In May, the North Carolina General Assembly, as part of one of two COVID-19 relief bills, asked the North Carolina Area Health Education Center, or NC AHEC, to include nursing homes in a study of the effects of the pandemic and preparation for public health crises to come.
Anna Amirkhanyan, the American University professor whose studies include public-private relationships in nursing homes, noted that community voices are largely lacking when public resources are privatized.
“We have not observed any major trends in citizens setting the agenda or resolving and participating in larger policy issues like privatization of a major chronic care provider in the community,” she said.
Professor: Society fails to value long-term care
The decision to contract a state’s nursing home operations out to a private company isn’t out of the ordinary, Boucher said.
“The state could certainly see that as a cost-cutting measure, and a human resources efficiency measure,” he said.
Leland resident Jennifer Brigman remains concerned about the way her dad, retired Master Sergeant Harold Lee Brigman, Sr., was treated at the Fayetteville center, and the way that dollars for his care got spent by PruittHealth.

Harold Brigman 85, died May 23 after living in the Fayetteville state veterans nursing home since 2017.
“They were getting money from the Veterans Administration, they were getting money for my dad’s Medicaid, they were getting money from, from, what is it called?
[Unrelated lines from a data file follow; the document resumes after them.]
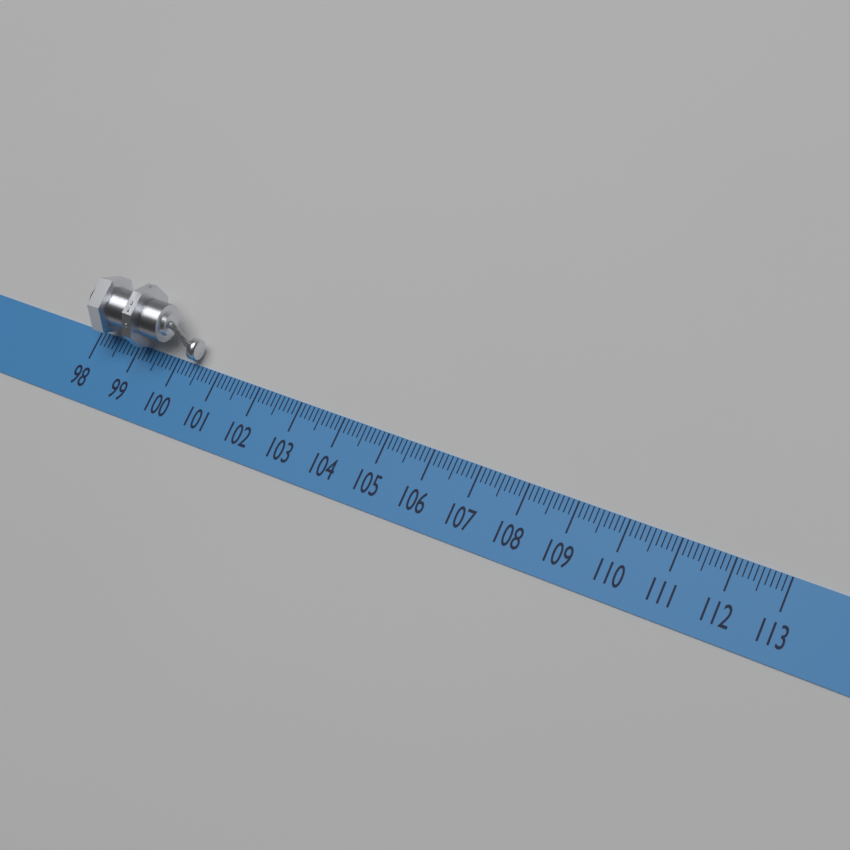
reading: 100.5 (no unit)
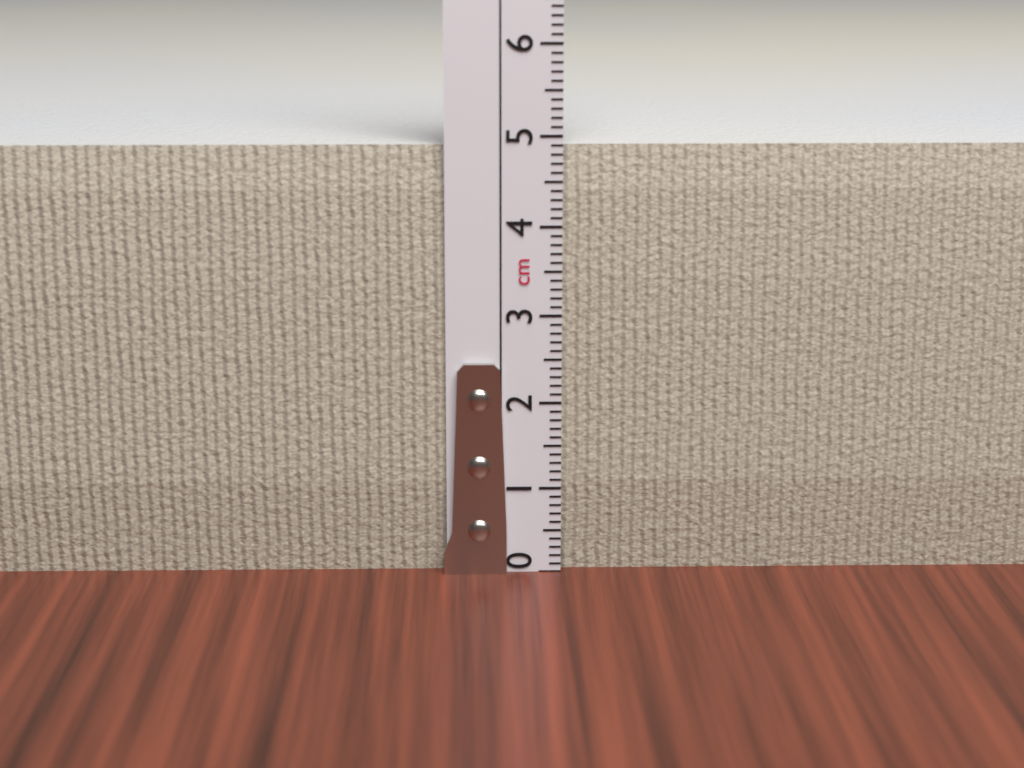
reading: 4.9 cm
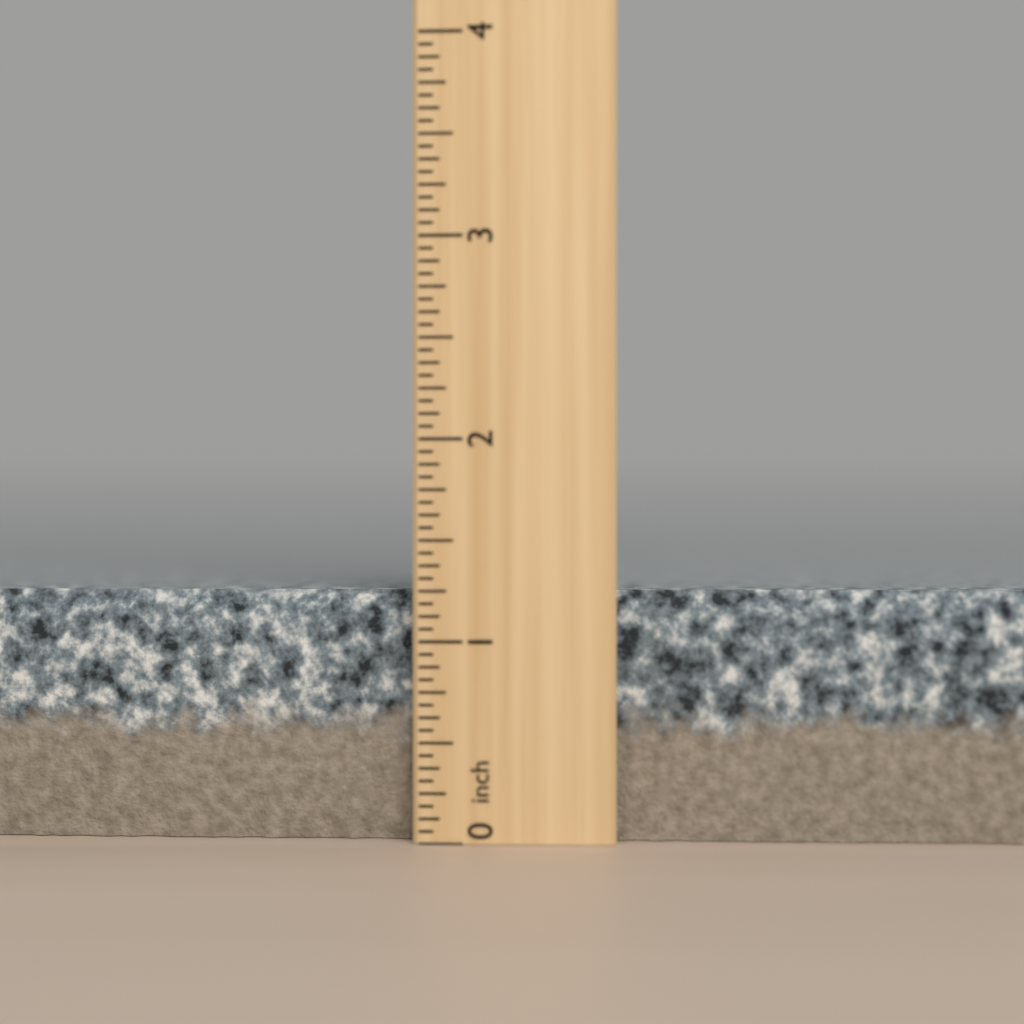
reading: 1.2500 inch
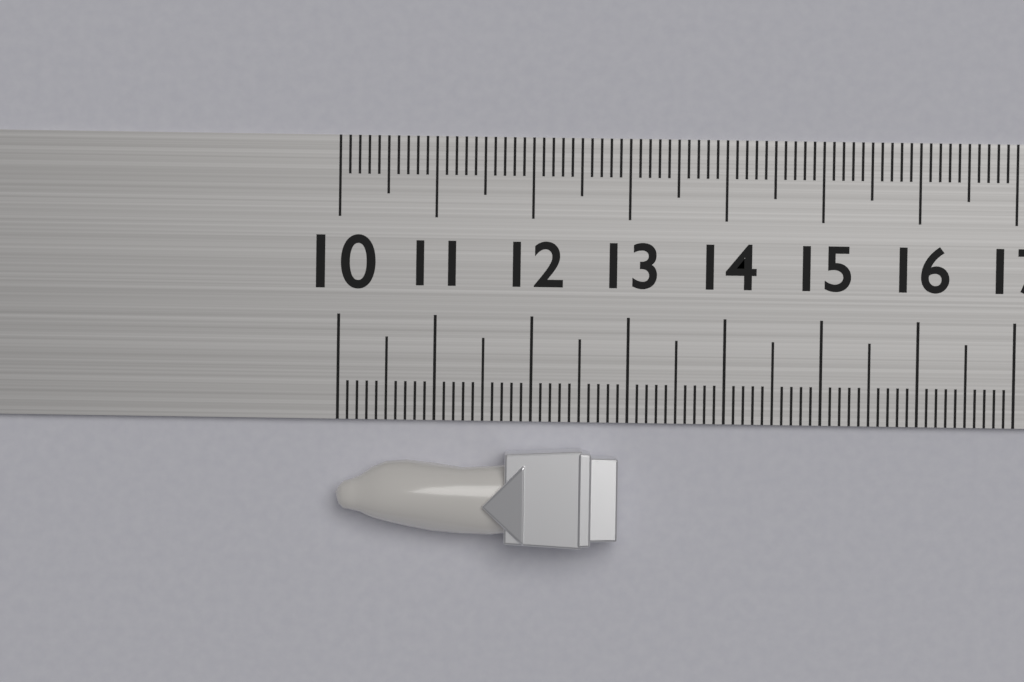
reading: 12.9 (no unit)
Tricare,” she said. “My mother was paying $2,000 a month. Out of pocket, she spent about $80,000 while my dad was there.
“Yeah, and all they did was feed him, change him, and leave him in that wheelchair.”
The pandemic has thrown dysfunctions and societal shortcomings affecting the long-term healthcare system into sharp relief, both in veterans homes and beyond, Boucher said.
“It became that way because, years ago, nobody really wanted to take control over this,” Boucher said. “It wasn’t a huge moneymaker, it wasn’t really valued by society, and still isn’t. Older folks, people with disabilities, ageism, there’s a lot of stuff getting in the way.”
Riley Davis provided assistance via the the NC News Intern Corps, a program of the NC Local News Workshop, funded by the North Carolina Local News Lab Fund and housed at Elon University’s School of Communications.